Does your application depend on, or report, free disk space? Re: F20 Self Contained Change: OS Installer Support for LVM Thin Provisioning

Chris Murphy lists at colorremedies.com
Sat Jul 27 03:07:20 UTC 2013


On Jul 26, 2013, at 4:53 PM, Pádraig Brady <P at draigBrady.com> wrote:

> On 07/26/2013 09:13 PM, Miloslav Trmač wrote:
>> Hello all,
>> with thin provisioning available, the total and free space values
>> reported by a filesystem do not necessarily mean that that much space
>> is _actually_ available (the actual backing storage may be smaller, or
>> shared with other filesystems).
>> 
>> If your package reports disk space usage to users, and bases this on
>> filesystem free space, please consider whether it might need to take
>> LVM thin provisioning into account.
>> 
>> The same applies if your package automatically allocates a certain
>> proportion of the total or available space.
>> 
>> A quick way to check whether your package is likely to be affected, is
>> to look for statfs() or statvfs() calls in C, or the equivalent in
>> your higher-level library / programming language.
> 
> Anything df(1) should do here?

Example: Creating a btrfs raid1 volume from two 2TB drives, df shows it as having 4TB available:

# parted -l

Error: /dev/sdb: unrecognised disk label
Model: ATA VBOX HARDDISK (scsi)                                           
Disk /dev/sdb: 2199GB
Sector size (logical/physical): 512B/512B
Partition Table: unknown
Disk Flags: 

Error: /dev/sdc: unrecognised disk label
Model: ATA VBOX HARDDISK (scsi)                                           
Disk /dev/sdc: 2199GB
Sector size (logical/physical): 512B/512B
Partition Table: unknown
Disk Flags: 

# mkfs.btrfs -d raid1 -m raid1 /dev/sd[bc]

WARNING! - Btrfs v0.20-rc1 IS EXPERIMENTAL
WARNING! - see http://btrfs.wiki.kernel.org before using

adding device /dev/sdc id 2
fs created label (null) on /dev/sdb
	nodesize 4096 leafsize 4096 sectorsize 4096 size 4.00TB
Btrfs v0.20-rc1

# mount /dev/sdb /mnt
#  df -h
Filesystem      Size  Used Avail Use% Mounted on
/dev/sda1        79G  4.2G   71G   6% /
devtmpfs        1.5G     0  1.5G   0% /dev
tmpfs           1.5G     0  1.5G   0% /dev/shm
tmpfs           1.5G  680K  1.5G   1% /run
tmpfs           1.5G     0  1.5G   0% /sys/fs/cgroup
tmpfs           1.5G  4.0K  1.5G   1% /tmp
none            224G   87G  138G  39% /media/sf_chris
/dev/sdb        4.0T   56K  4.0T   1% /mnt


The explanation is that the file system isn't raid1, but rather the allocated chunks have this attribute. Presently a volume only allocates with one profile, but the future plan is per subvolume and even per file raid profiles. So establishing how much free space there is on a btrfs volume is absolutely less than clear.

Anyway, I think it will cause some confusion if by "available" an application thinks it can write out more than 2TB of data to this example volume.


| TASK OBJECTIVE |
Among the entries below, which lines run from the line with "Image is 644x314 pixels." through the line with "Image is 576x303 pixels."? Retype those, both ends included, exactly and without pictures.

| ENTRIES SHOWN |

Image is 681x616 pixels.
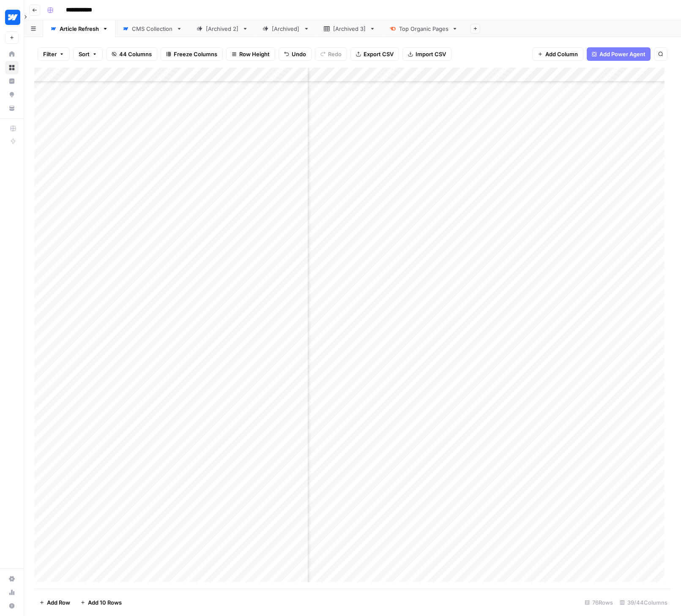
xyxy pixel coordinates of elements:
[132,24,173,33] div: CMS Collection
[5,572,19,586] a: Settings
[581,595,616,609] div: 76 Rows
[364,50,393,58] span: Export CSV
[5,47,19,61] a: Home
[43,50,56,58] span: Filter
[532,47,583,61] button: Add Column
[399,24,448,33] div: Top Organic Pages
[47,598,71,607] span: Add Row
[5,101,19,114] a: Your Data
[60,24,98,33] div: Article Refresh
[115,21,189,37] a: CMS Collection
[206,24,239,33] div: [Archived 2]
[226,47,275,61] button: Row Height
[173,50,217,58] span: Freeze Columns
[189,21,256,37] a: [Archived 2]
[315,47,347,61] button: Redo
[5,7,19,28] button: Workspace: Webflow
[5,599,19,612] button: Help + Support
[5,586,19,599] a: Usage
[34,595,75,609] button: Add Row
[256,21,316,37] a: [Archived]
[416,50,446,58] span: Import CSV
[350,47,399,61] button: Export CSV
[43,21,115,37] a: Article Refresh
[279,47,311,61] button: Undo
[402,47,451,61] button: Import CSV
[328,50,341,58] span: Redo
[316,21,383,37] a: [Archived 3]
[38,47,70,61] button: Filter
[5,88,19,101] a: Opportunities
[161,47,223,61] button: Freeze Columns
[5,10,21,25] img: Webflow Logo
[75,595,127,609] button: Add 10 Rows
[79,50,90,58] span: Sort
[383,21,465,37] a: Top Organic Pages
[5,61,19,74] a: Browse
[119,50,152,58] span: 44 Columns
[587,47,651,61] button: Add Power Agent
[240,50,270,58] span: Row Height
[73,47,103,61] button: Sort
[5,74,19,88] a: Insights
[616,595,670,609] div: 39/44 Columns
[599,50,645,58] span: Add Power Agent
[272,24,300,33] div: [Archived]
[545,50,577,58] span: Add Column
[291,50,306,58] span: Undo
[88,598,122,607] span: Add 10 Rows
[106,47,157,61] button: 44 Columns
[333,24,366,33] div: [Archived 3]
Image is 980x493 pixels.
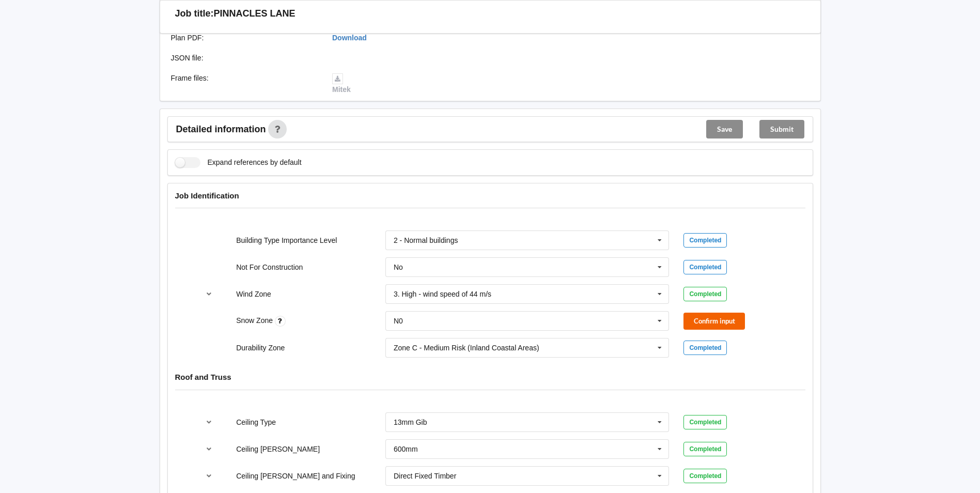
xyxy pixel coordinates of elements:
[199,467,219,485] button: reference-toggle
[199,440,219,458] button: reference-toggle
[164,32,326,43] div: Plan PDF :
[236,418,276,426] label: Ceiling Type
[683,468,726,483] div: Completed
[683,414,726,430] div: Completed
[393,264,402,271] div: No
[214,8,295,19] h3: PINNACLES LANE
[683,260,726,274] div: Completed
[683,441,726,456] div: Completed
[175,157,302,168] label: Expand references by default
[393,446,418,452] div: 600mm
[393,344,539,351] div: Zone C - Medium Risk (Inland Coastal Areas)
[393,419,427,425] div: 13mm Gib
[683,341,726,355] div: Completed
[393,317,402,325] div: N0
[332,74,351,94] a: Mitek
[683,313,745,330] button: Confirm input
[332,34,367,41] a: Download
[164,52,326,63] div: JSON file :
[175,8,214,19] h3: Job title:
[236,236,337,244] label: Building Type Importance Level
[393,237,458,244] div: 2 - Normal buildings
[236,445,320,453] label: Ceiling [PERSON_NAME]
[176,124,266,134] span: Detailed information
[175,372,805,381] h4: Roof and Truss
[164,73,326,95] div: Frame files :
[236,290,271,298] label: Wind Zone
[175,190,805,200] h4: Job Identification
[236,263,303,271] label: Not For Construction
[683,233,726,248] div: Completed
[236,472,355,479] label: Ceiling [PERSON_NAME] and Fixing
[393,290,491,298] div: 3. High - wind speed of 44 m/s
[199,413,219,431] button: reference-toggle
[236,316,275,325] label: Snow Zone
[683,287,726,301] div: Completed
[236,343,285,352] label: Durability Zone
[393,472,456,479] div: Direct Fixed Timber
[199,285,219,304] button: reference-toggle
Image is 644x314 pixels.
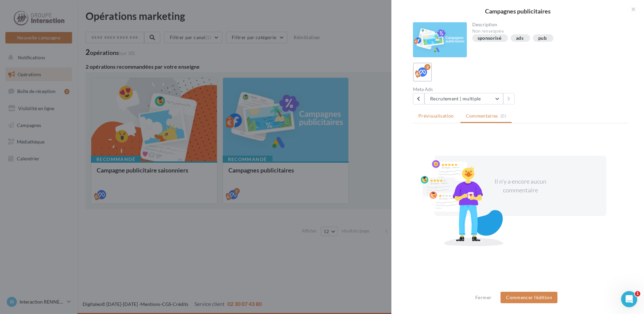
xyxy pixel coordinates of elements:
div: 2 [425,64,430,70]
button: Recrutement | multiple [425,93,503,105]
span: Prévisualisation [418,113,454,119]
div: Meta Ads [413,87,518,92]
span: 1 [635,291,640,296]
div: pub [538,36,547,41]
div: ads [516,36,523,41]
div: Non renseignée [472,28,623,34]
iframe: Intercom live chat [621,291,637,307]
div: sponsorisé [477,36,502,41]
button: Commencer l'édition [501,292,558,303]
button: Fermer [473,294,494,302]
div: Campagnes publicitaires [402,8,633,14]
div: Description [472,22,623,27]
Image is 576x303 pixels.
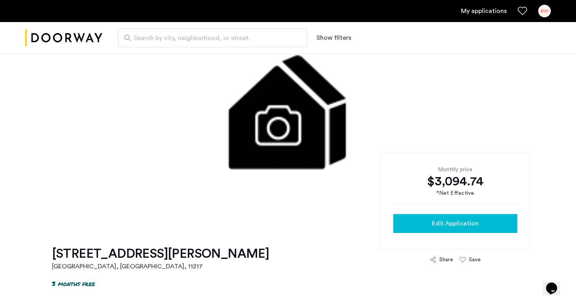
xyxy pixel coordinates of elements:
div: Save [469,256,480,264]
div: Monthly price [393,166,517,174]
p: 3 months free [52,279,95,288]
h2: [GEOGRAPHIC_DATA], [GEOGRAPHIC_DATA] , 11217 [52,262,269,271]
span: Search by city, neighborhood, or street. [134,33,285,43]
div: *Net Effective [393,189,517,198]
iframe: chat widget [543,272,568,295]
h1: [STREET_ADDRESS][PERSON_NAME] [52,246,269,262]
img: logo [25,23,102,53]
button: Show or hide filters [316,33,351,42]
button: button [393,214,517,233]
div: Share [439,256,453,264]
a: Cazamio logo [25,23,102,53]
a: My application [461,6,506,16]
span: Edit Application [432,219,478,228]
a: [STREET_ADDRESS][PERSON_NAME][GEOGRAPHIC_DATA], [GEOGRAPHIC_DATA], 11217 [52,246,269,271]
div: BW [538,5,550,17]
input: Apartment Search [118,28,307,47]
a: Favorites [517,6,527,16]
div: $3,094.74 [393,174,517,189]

| SOLUTION TO THIS EXERCISE |
Image is 644x314 pixels.
xyxy pixel coordinates of elements:
div: 2 [425,64,430,70]
button: Recrutement | multiple [425,93,503,105]
span: Prévisualisation [418,113,454,119]
div: Meta Ads [413,87,518,92]
span: 1 [635,291,640,296]
div: pub [538,36,547,41]
div: ads [516,36,523,41]
div: Non renseignée [472,28,623,34]
iframe: Intercom live chat [621,291,637,307]
div: sponsorisé [477,36,502,41]
button: Commencer l'édition [501,292,558,303]
button: Fermer [473,294,494,302]
div: Campagnes publicitaires [402,8,633,14]
div: Description [472,22,623,27]
Image is 576x303 pixels.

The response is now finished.